Loading Events
Ursula Buchan publicity photo

Ursula Buchan: Did we really Dig for Victory?

17th October 2020, 2:00 pm-3:00 pm
Zoom Webinar

Ursula Buchan is an award-winning author and journalist, writing mainly about gardening and social history. These two preoccupations come together in ‘A Green and Pleasant Land: How England’s Gardeners Fought the Second World War’, published by Hutchinson in 2013. Drawing on the research for that book she will address the question: ‘Did we really Dig for Victory?’. Her talk  on her grandfather, the novelist John Buchan, was a highlight of our 2019 festival.

 

This session is presented in association with the The Friends of Castle Parks, Berwick upon Tweed

Click on www.facebook.com/castleparksberwick for more information

After reading Modern History at Cambridge Ursula trained in horticulture at Kew and Wisley.

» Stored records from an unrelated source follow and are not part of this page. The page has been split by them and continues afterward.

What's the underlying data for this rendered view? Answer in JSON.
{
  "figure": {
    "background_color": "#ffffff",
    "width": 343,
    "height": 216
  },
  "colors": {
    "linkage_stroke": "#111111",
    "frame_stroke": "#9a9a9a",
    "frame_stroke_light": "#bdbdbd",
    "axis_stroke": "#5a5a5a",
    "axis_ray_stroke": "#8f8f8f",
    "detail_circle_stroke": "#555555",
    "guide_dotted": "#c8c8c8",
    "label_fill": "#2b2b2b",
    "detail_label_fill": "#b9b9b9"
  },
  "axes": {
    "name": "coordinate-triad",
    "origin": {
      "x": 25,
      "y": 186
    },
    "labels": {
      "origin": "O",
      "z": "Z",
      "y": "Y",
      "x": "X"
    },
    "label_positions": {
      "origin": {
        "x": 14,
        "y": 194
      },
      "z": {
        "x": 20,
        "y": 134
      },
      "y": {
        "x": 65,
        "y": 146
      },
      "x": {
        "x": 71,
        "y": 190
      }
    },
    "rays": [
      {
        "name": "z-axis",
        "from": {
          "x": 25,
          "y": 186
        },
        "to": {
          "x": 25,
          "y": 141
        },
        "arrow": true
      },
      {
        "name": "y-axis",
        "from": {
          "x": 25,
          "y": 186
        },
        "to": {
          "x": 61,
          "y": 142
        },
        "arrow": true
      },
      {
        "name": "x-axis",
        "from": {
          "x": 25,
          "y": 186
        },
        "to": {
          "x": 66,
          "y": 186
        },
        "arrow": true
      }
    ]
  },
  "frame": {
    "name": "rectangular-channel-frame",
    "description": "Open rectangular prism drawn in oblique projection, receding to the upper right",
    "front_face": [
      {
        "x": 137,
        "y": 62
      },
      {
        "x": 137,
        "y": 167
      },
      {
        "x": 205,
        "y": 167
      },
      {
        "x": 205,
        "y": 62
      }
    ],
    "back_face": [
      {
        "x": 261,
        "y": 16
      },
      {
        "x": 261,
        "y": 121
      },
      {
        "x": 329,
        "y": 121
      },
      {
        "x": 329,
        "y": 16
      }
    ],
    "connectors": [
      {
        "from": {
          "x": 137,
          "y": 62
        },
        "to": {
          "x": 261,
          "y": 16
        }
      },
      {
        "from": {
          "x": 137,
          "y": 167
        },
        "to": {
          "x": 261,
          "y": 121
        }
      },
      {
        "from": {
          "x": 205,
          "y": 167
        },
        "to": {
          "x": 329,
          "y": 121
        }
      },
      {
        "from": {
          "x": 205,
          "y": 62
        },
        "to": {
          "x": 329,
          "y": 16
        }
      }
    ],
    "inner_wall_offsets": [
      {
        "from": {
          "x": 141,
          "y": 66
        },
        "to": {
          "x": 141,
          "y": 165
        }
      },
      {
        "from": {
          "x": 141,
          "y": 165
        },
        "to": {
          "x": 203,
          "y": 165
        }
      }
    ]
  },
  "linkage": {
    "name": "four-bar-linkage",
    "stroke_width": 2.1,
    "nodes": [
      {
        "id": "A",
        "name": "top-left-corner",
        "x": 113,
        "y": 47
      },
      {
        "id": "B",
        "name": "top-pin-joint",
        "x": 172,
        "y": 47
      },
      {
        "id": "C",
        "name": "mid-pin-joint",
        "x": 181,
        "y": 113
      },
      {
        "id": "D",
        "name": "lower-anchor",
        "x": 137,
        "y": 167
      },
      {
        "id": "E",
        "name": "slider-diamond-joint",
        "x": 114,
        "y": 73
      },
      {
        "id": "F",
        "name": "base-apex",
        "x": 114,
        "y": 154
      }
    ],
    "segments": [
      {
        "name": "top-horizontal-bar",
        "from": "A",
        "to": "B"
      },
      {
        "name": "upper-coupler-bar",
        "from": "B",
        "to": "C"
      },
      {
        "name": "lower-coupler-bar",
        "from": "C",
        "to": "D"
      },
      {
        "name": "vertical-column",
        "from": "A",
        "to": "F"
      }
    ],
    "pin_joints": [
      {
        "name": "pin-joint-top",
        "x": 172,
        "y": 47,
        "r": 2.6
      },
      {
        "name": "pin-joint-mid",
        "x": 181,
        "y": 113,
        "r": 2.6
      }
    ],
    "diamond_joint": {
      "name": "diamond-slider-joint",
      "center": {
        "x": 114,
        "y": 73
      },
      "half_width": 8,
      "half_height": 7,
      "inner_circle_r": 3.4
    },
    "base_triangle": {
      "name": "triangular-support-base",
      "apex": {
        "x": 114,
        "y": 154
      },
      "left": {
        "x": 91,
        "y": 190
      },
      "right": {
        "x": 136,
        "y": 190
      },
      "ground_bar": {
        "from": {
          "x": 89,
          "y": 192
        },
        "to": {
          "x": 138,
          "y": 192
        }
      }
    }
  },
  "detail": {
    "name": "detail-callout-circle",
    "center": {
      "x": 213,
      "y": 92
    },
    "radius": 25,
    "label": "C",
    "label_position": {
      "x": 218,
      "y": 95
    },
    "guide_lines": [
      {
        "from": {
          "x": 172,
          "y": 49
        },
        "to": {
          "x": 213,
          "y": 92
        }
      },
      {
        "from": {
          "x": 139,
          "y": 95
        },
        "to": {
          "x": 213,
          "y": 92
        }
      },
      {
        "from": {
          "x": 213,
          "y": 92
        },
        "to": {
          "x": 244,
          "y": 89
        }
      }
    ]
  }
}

She is a profic author. All of her books have been well received, in particular The English Garden, which was published in November, 2006, was a great critical success. An updated version was published in 2017. Garden People -Valerie Finnis and the Golden Age of Gardening (Thames and Hudson 2007) won the Enthusiasts’ Book of the Year from the Garden Media Guild, and she has also won awards for her journalism. In 1987 she presented Village Show, a two six-part Channel 4 series of gardening programmes. In 2007, she was closely involved with planning and laying out a garden at the Chelsea Flower Show (‘The Transit of Venus’) for her old college, New Hall, now Murray Edwards College, Cambridge. The garden was popular with both critics and the public. Her first book of social history is A Green and Pleasant Land: How Britain’s Gardeners Fought the Second World War, was published by Hutchinson in 2013. Beyond the Thirty-Nine Steps, a biography of her grandfather, the novelist John Buchan, was published by Bloomsbury in 2019.